PLoS Pathogens (Oct 2015)

PD-L1 Expression on Retrovirus-Infected Cells Mediates Immune Escape from CD8+ T Cell Killing.

  • Ilseyar Akhmetzyanova,
  • Malgorzata Drabczyk,
  • C Preston Neff,
  • Kathrin Gibbert,
  • Kirsten K Dietze,
  • Tanja Werner,
  • Jia Liu,
  • Lieping Chen,
  • Karl S Lang,
  • Brent E Palmer,
  • Ulf Dittmer,
  • Gennadiy Zelinskyy

DOI
https://doi.org/10.1371/journal.ppat.1005224
Journal volume & issue
Vol. 11, no. 10
p. e1005224

Abstract

Read online

Cytotoxic CD8+ T Lymphocytes (CTL) efficiently control acute virus infections but can become exhausted when a chronic infection develops.
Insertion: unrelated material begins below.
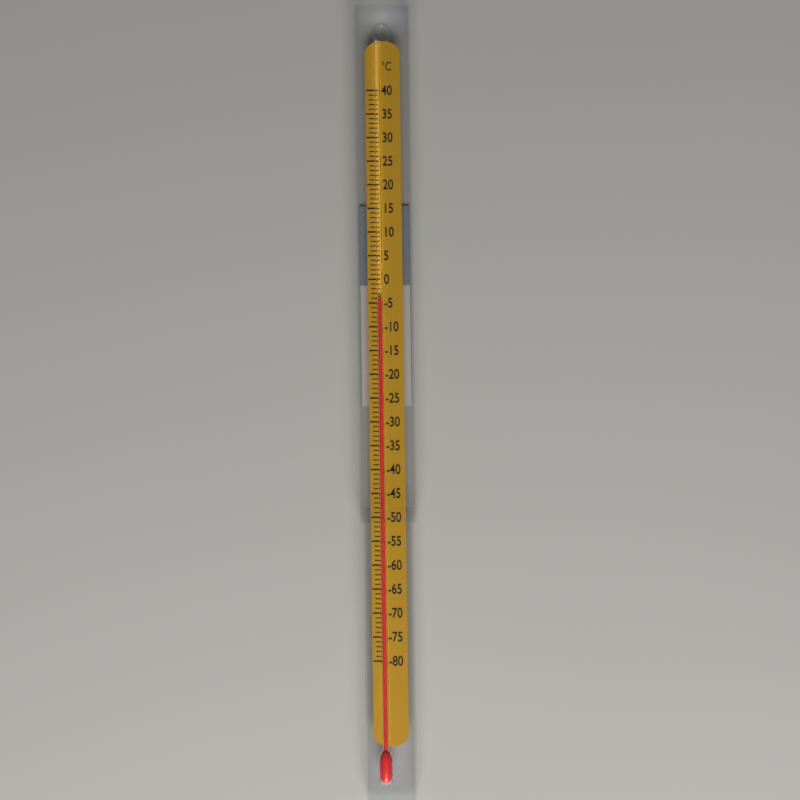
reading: -4 °C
Signaling of the inhibitory receptor PD-1 is an important mechanism for the development of virus-specific CD8+ T cell dysfunction. However, it has recently been shown that during the initial phase of infection virus-specific CD8+ T cells express high levels of PD-1, but are fully competent in producing cytokines and killing virus-infected target cells. To better understand the role of the PD-1 signaling pathway in CD8+ T cell cytotoxicity during acute viral infections we analyzed the expression of the ligand on retrovirus-infected cells targeted by CTLs. We observed increased levels of PD-L1 expression after infection of cells with the murine Friend retrovirus (FV) or with HIV. In FV infected mice, virus-specific CTLs efficiently eliminated infected target cells that expressed low levels of PD-L1 or that were deficient for PD-L1 but the population of PD-L1high cells escaped elimination and formed a reservoir for chronic FV replication. Infected cells with high PD-L1 expression mediated a negative feedback on CD8+ T cells and inhibited their expansion and cytotoxic functions. These findings provide evidence for a novel immune escape mechanism during acute retroviral infection based on PD-L1 expression levels on virus infected target cells.